The immediate result of the news the Florida brought back was a small party established a British settlement on the Falklands, setting in place a three-way tussle over the islands with France and Spain.

Byron was then, according to his instructions, to make his way into the Pacific, track west, keeping as far south as possible to locate the Great South Land thought to lie somewhere between New Zealand and Patagonia. He was then to proceed to New Albion (Drake's name for California) where he would search for Juan de Fuca’s Strait, thought to be the Pacific outlet of the long-sought Northwest Passage across the top of North America. If the search was successful, the Passage would provide him with a way back to England. Alternatively, if the search was unsuccessful, he could return home across the Pacific via the East Indies and the Cape of Good Hope.
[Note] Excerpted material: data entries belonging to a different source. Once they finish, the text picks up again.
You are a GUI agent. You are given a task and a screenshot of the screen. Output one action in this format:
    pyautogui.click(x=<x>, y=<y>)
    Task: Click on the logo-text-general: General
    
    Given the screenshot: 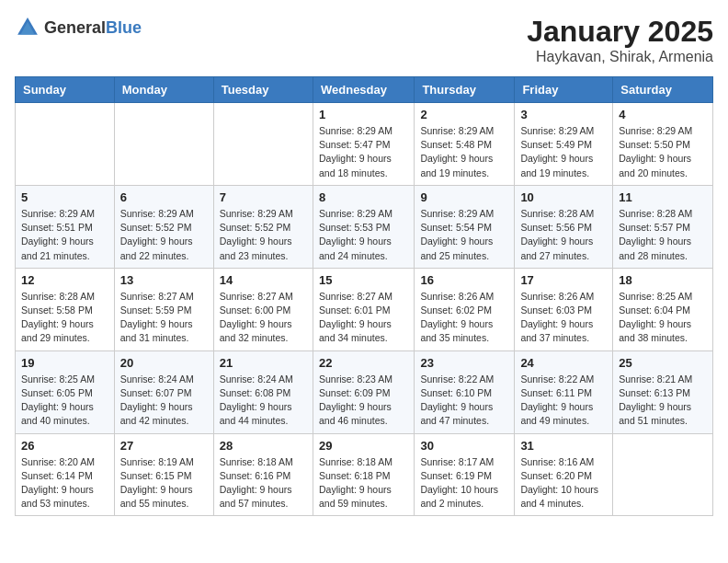 What is the action you would take?
    pyautogui.click(x=75, y=28)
Even a cursory attempt to follow those directions was bound to be time-consuming, and there is already a hint of disinclination on Byron's part to take his time on his investigations. That is, in one way understandable. Scurvy tended to appear around the hundred day mark into a voyage, and the passage through the Straits of Magellan took two months. Heading west in search of the South Land would, almost inevitably, bring on the disease, so it probably made sense to make for a known destination where the crews could recover. 

Moreover, there was another consideration. Like everyone before him, the westerly winds Byron encountered once he made his way into the Pacific were always likely to push him too far to the north to seek his next instructed objective.